On mourning the loss of a friendship

Photo by Dani Sisson Student Publications

To preface, no one died. There was no dramatic falling out that stemmed from someone cheating with the other’s boyfriend, like some teen drama that was popular in the mid-2000s.

That makes it worse though, the anticlimactic ending of a friendship.

I feel an overwhelming sadness every time I go through any of my pictures from middle to high school.

In almost all of them, my ex-best friend is there. She is smiling at a swim meet, hair poking out of the swim cap. She is rocking one of my cats in her arms, having spent the night over.

She is taking stupid selfies on my phone, face half in the screen. My sadness almost feels misplaced.

It is not like it was a romantic relationship, the only relationship ending I have really seen people cry about on TV.

This depiction, though, undervalues the impact of a platonic relationship.

We had been friends since sixth grade. Her mom worked in the film industry, and she often stayed at my house after swim practice while her mom finished night scenes.

Like me, her dad was not involved in her life, and we both understood growing up with a single mom.

When my younger sister developed an eating disorder when we were in middle school, she had seen it happen too. She had been there when I cried about seeing my mom and sister fight around meal times and started staying at my house more when my sister left for in-patient treatment.

In turn, I knew about her dad, how he was never added to her birth certificate and had a new family somewhere in New York that did not know about her.

I knew about how she had found his Facebook on accident and had seen pictures of her half-siblings, two young boys. She did not have to tell me about her curiosity about what would have happened if he had stayed. I understood.

I am not a touchy person, to put it lightly. I duck to avoid people’s hugs. I don’t like shoulder touches or when my leg accidentally touches the person I am sitting beside. I need my immediate vicinity to be free of people. I have always been like this, wanting to keep others at a literal arm’s distance.

We were not like that though. My mom often found us laid over each other in the front room of my house doing homework. My emotional intimacy with her made me much more willing to be physically comforting and comforted. She understood my limits in how much and often I could touch other people, and that made me comfortable showing physical affection.

She also knew how much I struggled to make friends and generally open up to people. I easily became overwhelmed by new people. I did not know how I was supposed to change how I interacted with each new person. I did not have any intuition on how to join the conversation, and I felt out of place.

She was fine with being my emotional support person in these situations, making sure I was not left out.

Her mom thought that I was a good influence, too. I could help her with homework when she needed it, and I made sure that schoolwork got done at my house. Our relationship was symbiotic.

We were friends until the middle of swim season our senior year. I had noticed she had been spending less time with me. She was always busy or tired when I asked her to spend the night over and did not seem like she wanted to talk to me when she drove us to swim practice in the morning.

I cried to my mom, telling my mom how much it hurt that my best friend did not want to see me anymore, and I decided to call her. She seemed surprised when I asked if we could talk about something serious on the phone.

I told her that I missed talking with her, how I cared so much about her, but it did not feel the same anymore. I asked if I had done something wrong, had I hurt her feelings. I was crying again by this point. “I don’t know what you want me to say.” That was her only response. I asked if we were still friends. “I don’t know.”

My mom brought me to swim practice the next morning and every morning after until the end of the season. We did not utter a word to each other anymore, and I cried wondering if anything could have gone differently. There was a gaping hole that became more apparent each time my sister was struggling or a break rolled around, and she was not there to spend most of it at my house.

My mom asked me if I had a crush on her. She had never seen me be so upset about something before. I did not love her in a romantic way though.

I had thought of her as my other sister, having a unique understanding of each other that felt more than just friends.

I mourned the loss of that understanding for a reason she would not say. Everything was incomplete.

My mom told me she saw her at Mardi Gras this year, and she tried to ask my mom how I was, how my sister was. My mom told her we were good. I cried that night.

Over a year later, I struggle to tell my new friends how much I care about them. They express their love for me and each other freely, but it feels weird to do that.

I feel like I have subconsciously stopped myself from making the final leap to loving my new friends because I am scared of growing to love someone so fully, and then it all ends with no explanation, not that they have given me any reason to distrust them.

I have never seen fear like mine expressed in relation to platonic friendships and maybe that is why I don’t know how to move forward. Everything is still incomplete.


WORK INSTRUCTIONS:
In the entries below, how many lines contain the string "button"? State the number and nothing else.

AVAILABLE DATA:
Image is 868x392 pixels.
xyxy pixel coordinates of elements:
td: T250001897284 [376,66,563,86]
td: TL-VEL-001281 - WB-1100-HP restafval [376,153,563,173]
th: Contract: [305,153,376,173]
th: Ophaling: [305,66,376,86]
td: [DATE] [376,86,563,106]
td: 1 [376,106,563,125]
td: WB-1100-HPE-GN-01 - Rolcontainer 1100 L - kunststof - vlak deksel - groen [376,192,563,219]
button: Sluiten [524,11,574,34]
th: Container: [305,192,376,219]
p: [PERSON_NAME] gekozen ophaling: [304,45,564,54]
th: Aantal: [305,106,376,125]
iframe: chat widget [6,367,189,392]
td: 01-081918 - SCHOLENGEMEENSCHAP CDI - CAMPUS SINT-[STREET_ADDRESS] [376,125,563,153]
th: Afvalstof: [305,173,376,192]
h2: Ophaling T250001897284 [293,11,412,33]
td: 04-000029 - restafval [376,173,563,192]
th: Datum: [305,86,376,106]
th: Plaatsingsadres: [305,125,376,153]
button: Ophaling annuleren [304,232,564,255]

SOLUTION:
2